Drugmaker settles case on kickbacks to physicians

A drugmaker has agreed to pay $15.4 million to settle claims that a company it purchased lavished doctors with dinners and entertainment to encourage them to keep prescribing a drug as its price ballooned, under an agreement announced Wednesday by the U.S. Department of Justice.

Britain-based Mallinckrodt resolved kickback claims that were spelled out in a court filing earlier this year in Philadelphia. The claims pertain to actions from 2009 to 2013 by Questcor Pharmaceuticals, a company Mallinckrodt has since bought.

"When companies buy off doctors, patients suffer," William McSwain, U.S. attorney for the Eastern District of Pennsylvania, said in a statement.
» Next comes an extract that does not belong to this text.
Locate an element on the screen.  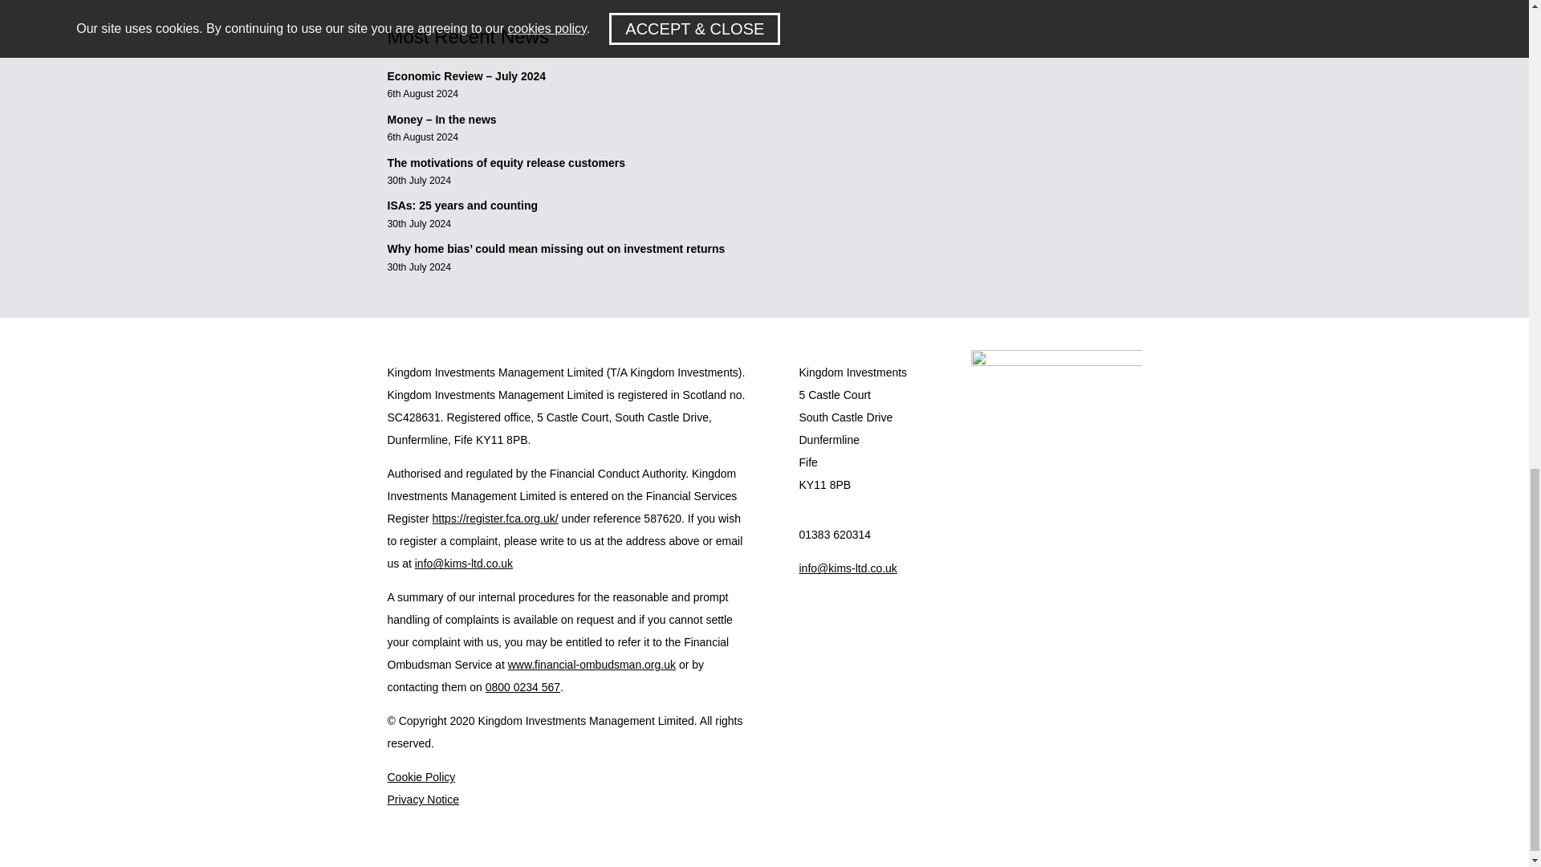
The motivations of equity release customers  is located at coordinates (506, 162).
The government says the company raised the price of a roughly 5-dose vial of Acthar, a gel used to treat conditions related to multiple sclerosis, lupus and other diseases, from $50 to $32,000 from 2001 through 2014.

The company directed reporters to a statement from general counsel Mark Casey: "We are pleased to have conclusively resolved and put this Questcor matter behind us," he said.

The deal does not resolve other claims by the government, also filed in June, alleging the company used a charity to subsidize Medicare patients' copayments for Acthar to allow it to keep raising prices.

Whistleblowers are to receive nearly $3 million for their role in bringing the case to light.